The better question is whether you need dedicated virtual isolation or distributed cloud services.
For predictable workloads and stronger isolation, KVM remains extremely effective.
2. Is managed VPS worth paying for?
Managed VPS becomes valuable when operational time matters.
A managed layer can reduce:
- maintenance effort
- troubleshooting time
- deployment friction
Small teams often benefit more than large infrastructure teams.
3. Which VPS scales best?
Platforms emphasizing flexible provisioning and infrastructure depth generally scale better.
Strong scaling indicators include:
- snapshots
- automation
- vertical upgrades
- regional expansion
4. How much RAM do startups need?
Typical starting points:
| Workload | Suggested RAM |
|---|---|
| Landing Site | 2–4 GB |
| Small SaaS | 4–8 GB |
| Ecommerce | 8–16 GB |
| APIs | 8–16 GB |
| Growth Stage | 16–32 GB |
Traffic quality matters more than visitor count.
5. Are cheap VPS providers oversold?
Some are.
Oversubscription affects:
- storage
- CPU
- memory consistency
The cheapest specification is not always cheapest operationally.
6. Does NVMe actually matter?
Yes.
Especially for:
- databases
- APIs
- ecommerce
- CMS workloads
Storage responsiveness influences application perception.
7. What matters more: CPU or RAM?
Depends on workload.
Compute-heavy services prioritize CPU.
Caching and databases often prioritize RAM.
Balanced infrastructure wins.
8. Should developers choose unmanaged VPS?
Only if operational ownership is acceptable.

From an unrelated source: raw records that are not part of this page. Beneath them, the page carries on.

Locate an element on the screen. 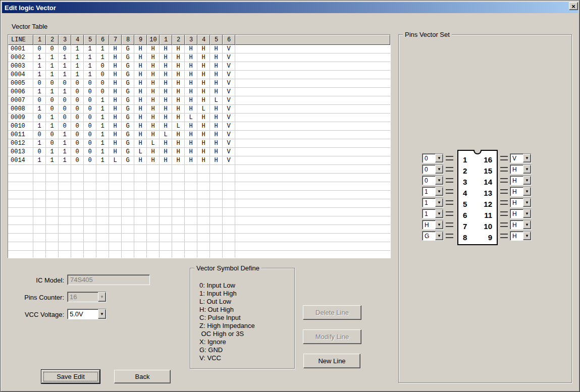 The image size is (580, 392). back-button: Back is located at coordinates (142, 376).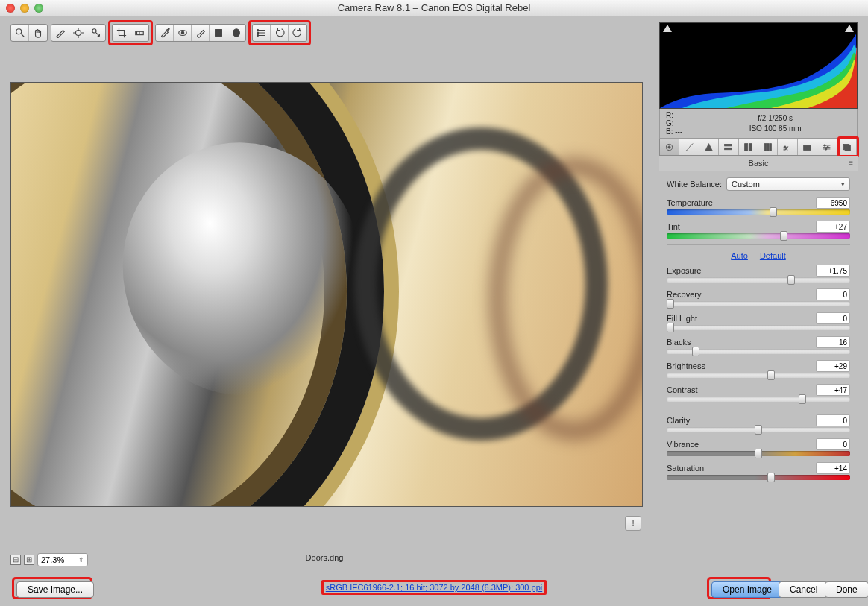 This screenshot has width=868, height=606. I want to click on vibrance-input, so click(833, 444).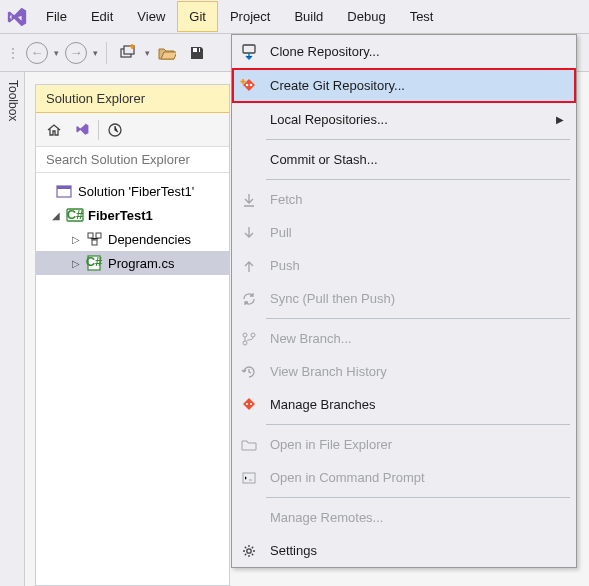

Unmanaged environments provide flexibility but increase maintenance obligations.
9. Is uptime guarantee enough?
No.
Look at:
- recovery capability
- support quality
- infrastructure design
10. How often should VPS infrastructure be upgraded?
Usually:
- annually
- during growth stages
- after sustained utilization increases
Avoid reactive upgrades.
11. Is location important?
Yes.
Latency influences:
- APIs
- ecommerce
- customer experience
Choose regions closest to users.
12. Is VPS suitable for AI?
For inference and moderate workloads, yes.
Large training environments generally need specialized infrastructure.
13. Can agencies host multiple clients on one VPS?
Yes.
But isolate:
- databases
- backups
- access control
- deployment pipelines
14. How important are backups?
Critical.
Backups are not optional infrastructure.
Snapshots alone are insufficient.
15. What should businesses prioritize first?
Order of importance:
- Reliability
- Performance
- Support
- Scalability
- Cost
This order generally lowers long-term infrastructure expense.